Matthew 21:12-17 has Jesus tossing tables and taking names. He sees the deals going down in the Temple and gets ticked. What's happening is that people have set up shop to sell animals for sacrifice in the Temple. You are expected to sacrifice a bird, a lamb, a calf, etc. for different sins. So, some folks set up shop selling animals. But it's like buying a $29 lunch at Kings Island, they are charging premium prices for the animals and turning a huge profit. On top of it, the church had created it's own currency that the guys selling the animals required you to pay with. So, you had to go change your real money for play church money, and then buy the overpriced animals. When you changed the money, the church charged a handling fee for the transaction. All of this was being done in the name of God to poor people trying to worship.
Jesus got ticked and let it fly. But He had seen this His whole life. Was it that He just now got mad about it? Did He snap? No. It was planned to lead up to His death at the end of the week. Notice how this story is followed with four groups of people approaching Him. The blind, the lame, children, and religious teachers all come to Him. The people who couldn't see knew He was God. The ones who couldn't walk made their way to Him, often crawling. Children, who were considered inexperienced and stupid recognized Him as the son of God. The super-religious, I've-followed-God-my-whole-life guys missed Him completely. And the whole cleaning the temple was a set up to get every one's attention.
What version of God did the people want? The industry that made everything clean and simple and robbed them blind, or the risky, homeless, impossible to control Son of David who asked so much from them? Which would it be?
We face the same option. We can go to church, read the Bible, and do good things and follow a religion that can rob us blind of our faith. Or we can chase after Jesus, know Him through every way He offers, and sacrifice it all to be more like Him. It's our choice as well.
By the end of the week, everyone would vote, not with a check mark in a box, but with a cross.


* **ACTION ITEM**: Search the listing below for "right". Copy each matching line.

*** Opening of INFORMATION ***

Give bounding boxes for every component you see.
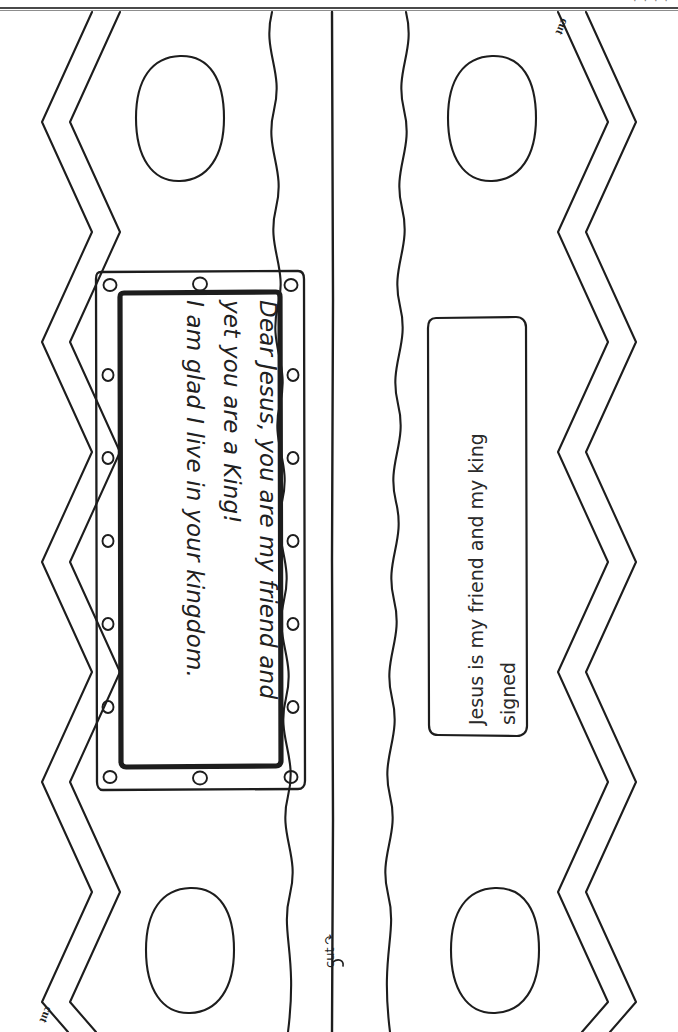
printable-page: · · · · [0, 0, 678, 1032]
jewel-circle-top-right [448, 56, 536, 181]
zigzag-edge-right-outer [586, 12, 636, 1032]
prayer-card-inner-frame [120, 292, 281, 767]
zigzag-edge-right-inner [558, 12, 608, 1032]
zigzag-edge-left-inner [70, 12, 120, 1032]
center-fold-line [332, 12, 333, 1032]
cut-arrow-center [333, 960, 343, 966]
wavy-band-right [385, 12, 408, 1032]
jewel-circle-bottom-right [451, 888, 539, 1013]
jewel-circle-top-left [136, 56, 224, 181]
signature-card-frame [428, 317, 527, 736]
jewel-circle-bottom-left [146, 888, 234, 1013]
prayer-card-rivets [103, 278, 299, 785]
crown-template-artwork [0, 0, 678, 1032]
prayer-card-outer-frame [96, 271, 305, 790]
zigzag-edge-left-outer [42, 12, 92, 1032]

*** Close of INFORMATION ***

* **ANSWER SPACE**:
jewel-circle-top-right [448, 56, 536, 181]
zigzag-edge-right-outer [586, 12, 636, 1032]
zigzag-edge-right-inner [558, 12, 608, 1032]
wavy-band-right [385, 12, 408, 1032]
jewel-circle-bottom-right [451, 888, 539, 1013]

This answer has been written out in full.